The Expert's View

How Serious is Nation-State Threat?

Ex-Intelligence Director: It's Time for Action
How Serious is Nation-State Threat?

Editor's Note: This piece was created for ISMG's Security Agenda magazine, distributed at RSA Conference 2013.

See Also: Live Webinar | Navigating Identity Threats: Detection & Response Strategies for Modern Security Challenges

Imagine turning on your office computer in the morning to find nothing there. Nothing. And then listening in the hallways as your co-workers each discover their data are gone, too. The essential information to perform the company's business - its financial and proprietary information, records of all prior communications - all of it, vanished.

When this actually happened to employees of Saudi Aramco in August - all data were replaced with a picture of a burning American flag - the news reverberated globally, but particularly in the cybersecurity community because those of us in the business know what that meant, and what it portends.

Smaller nation-states have been upping the ante of cyber-attacks for years, and now one - publicly identified as Iran - has shown us exactly the kind of cyberdestruction that extremist elements are increasingly willing and able to conduct. These nation-states, frustrated at their inability to create weapons of mass destruction, are turning to weapons of mass "disruption." An additional worry is what will happen when terrorist groups get possession of these cyber-attack tools. It is only a matter of time.

The prior continuum of cyberthreats has been clear, beginning with creating data outages, which are mostly annoying; then moving up to the theft of data, which is potentially costly when proprietary information is lost; and then to data disruption, which is reflected in the distributed-denial-of-service attacks that plagued banks in recent weeks. Each of these types of attacks represents trouble.

But the pinnacle of this continuum, the actual destruction of data, is something else entirely. The financial industry, utility grids and transportation networks are part of the nation's critical infrastructure, and the cyberdestruction of any of these could be unimaginably crippling. And to be clear: This worst-case threat is not coming from countries known for sophisticated cyber-espionage, like China or Russia; these cyber-attacks for data destruction are now coming from smaller nation-states with extremist factions that have technological skills.

How to Respond

So, what do we do to stop it? Legislation and a potential presidential executive order are being debated to deal with the big issue of finding appropriate ways for the government and private industry to share information safely to identify, prevent and counter threats. But individual companies and government agencies still have work to do on their own.

The first task is for commercial firms and agencies to fully assess and understand their levels of cyberprotection today, measuring themselves against benchmarks for quality that are being increasingly better defined in various industries. You won't know where to spend until you know your vulnerabilities, so an internal assessment is essential.

Externally, one of the biggest challenges for companies and agencies is to fully understand the potential sophistication and lethality of these nation-state attacks, and how a company's vulnerability may be unique and ever-changing. Banking, for instance, is a transactional industry, and its largest "attack surface" is in the exchange of financial data. A manufacturer has more vulnerability in the supply chain of parts. The "attack surface" of a consulting firm may be in its people and where they travel and access company data from laptops and mobile devices. In any company or agency, the "attack surfaces" will vary over time, and any effective defense must fully account for changing circumstances.

Bigger Firewall Not Enough

One of the great misconceptions in creating a cyberdefense is that reliance on a single technological solution - just building a bigger firewall - will be effective. There is not enough money to build a firewall that will stop these extremist groups with their dynamic, always-morphing tactics. What is needed is a dynamic defense that includes the capability to monitor threats and anticipate which threats are potentially lethal to a given entity, allowing the company to identify and protect against those most likely attacks. Creating this early warning "sentry" capability is much more effective, efficient and affordable than trying to protect everything all the time.

Chief information security officers are key to the success of a fully integrated cyberdefense. They can raise awareness of the risk of nation-state attacks at the board level, and they can push for improved information exchange and trust building across industries and with the government. Improved trust and communication is essential to close off the routes that nation-states will uncover to attack.

And CISOs also can be drivers of change in their organizations. Cyberdefense is much more than technology - it requires policy, governance and cultural changes for security awareness, new types of training and new security procedures. And all of these elements require an effective high-level champion.

As lethal as larger nation-state cyberespionage and potential for cyber-attacks may be, we now have to face small nation-states and the risk of terrorist elements obtaining similar capabilities. As a nation, we have shown in the past that government and private industry can come together and defeat whatever our enemies attempt. We know what we need to do. Now we just have to make it happen.

Mike McConnell is vice chairman of Booz Allen Hamilton and formerly served as the U.S. Director of National Intelligence for two years.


Task prompt:
Every line with "will" in it should be copied from the data.

Segment Start: Provided data

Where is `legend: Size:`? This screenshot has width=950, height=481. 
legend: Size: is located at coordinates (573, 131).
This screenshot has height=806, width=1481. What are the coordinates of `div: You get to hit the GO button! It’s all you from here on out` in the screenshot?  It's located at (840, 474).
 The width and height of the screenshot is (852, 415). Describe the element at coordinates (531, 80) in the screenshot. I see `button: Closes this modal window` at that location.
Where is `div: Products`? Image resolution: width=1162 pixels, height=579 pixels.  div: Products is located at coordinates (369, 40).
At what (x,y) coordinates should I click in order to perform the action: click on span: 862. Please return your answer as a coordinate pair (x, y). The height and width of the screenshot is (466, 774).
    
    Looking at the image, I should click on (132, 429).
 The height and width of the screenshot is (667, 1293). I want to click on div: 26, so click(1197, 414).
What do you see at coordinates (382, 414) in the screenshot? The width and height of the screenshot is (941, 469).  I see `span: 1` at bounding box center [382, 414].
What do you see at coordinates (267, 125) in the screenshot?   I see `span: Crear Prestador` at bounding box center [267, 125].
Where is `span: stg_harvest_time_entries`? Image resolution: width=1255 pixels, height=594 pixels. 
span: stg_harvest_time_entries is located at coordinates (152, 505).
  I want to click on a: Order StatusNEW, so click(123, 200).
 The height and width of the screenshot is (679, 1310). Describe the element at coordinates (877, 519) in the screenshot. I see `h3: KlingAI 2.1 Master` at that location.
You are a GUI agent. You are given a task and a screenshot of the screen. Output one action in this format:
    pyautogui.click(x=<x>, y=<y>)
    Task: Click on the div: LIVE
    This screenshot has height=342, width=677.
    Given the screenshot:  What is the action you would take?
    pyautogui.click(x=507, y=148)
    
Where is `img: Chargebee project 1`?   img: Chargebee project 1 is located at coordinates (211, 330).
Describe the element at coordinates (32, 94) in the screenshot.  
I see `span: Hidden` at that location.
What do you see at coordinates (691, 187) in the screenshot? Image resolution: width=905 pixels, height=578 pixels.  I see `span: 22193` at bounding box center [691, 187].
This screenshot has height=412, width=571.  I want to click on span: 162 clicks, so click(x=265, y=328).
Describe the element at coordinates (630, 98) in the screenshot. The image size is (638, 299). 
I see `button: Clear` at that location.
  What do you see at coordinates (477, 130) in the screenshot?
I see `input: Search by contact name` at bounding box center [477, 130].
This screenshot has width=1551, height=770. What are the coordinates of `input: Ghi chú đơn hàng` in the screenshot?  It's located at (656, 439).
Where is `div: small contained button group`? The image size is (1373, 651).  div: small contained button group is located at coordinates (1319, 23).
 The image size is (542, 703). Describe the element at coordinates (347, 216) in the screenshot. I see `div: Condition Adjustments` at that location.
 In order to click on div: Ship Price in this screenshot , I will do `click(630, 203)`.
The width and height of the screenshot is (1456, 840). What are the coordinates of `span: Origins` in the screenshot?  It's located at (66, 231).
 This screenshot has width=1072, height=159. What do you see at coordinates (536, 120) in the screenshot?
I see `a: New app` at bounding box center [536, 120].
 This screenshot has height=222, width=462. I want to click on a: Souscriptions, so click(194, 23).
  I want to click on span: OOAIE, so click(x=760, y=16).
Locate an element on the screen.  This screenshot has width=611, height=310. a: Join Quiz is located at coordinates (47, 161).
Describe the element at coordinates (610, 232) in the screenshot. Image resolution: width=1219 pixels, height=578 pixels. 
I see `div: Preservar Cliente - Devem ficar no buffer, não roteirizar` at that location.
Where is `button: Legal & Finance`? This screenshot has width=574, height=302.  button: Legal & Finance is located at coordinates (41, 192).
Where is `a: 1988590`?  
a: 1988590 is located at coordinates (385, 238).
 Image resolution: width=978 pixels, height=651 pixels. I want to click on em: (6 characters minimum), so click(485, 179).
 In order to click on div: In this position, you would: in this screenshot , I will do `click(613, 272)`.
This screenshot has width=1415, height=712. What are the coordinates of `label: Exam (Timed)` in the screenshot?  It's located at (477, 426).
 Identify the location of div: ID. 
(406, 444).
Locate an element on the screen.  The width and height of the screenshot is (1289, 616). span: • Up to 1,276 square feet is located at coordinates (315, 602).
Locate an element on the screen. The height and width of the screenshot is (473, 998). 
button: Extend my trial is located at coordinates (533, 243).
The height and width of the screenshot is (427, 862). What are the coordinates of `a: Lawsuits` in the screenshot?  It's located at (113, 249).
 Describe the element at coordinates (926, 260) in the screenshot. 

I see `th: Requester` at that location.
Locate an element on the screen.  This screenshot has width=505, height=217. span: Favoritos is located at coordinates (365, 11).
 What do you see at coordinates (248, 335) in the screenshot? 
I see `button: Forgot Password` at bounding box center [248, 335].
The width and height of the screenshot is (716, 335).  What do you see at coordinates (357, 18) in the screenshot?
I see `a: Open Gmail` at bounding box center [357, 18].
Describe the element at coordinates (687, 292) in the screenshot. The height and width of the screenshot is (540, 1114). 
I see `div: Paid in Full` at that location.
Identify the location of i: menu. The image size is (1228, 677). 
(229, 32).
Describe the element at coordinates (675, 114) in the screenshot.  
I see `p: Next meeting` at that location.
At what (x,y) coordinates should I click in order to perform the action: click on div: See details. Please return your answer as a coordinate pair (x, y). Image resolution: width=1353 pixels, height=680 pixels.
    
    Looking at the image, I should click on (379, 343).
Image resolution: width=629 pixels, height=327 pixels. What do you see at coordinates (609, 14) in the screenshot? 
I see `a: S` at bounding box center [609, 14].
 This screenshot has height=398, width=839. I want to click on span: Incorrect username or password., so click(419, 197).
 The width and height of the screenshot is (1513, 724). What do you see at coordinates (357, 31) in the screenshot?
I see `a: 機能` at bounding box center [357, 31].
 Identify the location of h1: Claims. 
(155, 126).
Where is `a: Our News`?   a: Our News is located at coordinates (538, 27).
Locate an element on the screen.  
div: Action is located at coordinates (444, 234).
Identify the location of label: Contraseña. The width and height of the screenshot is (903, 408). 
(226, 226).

Segment End: Provided data

Written solution:
 In order to click on div: Ship Price in this screenshot , I will do `click(630, 203)`.
 In order to click on div: In this position, you would: in this screenshot , I will do `click(613, 272)`.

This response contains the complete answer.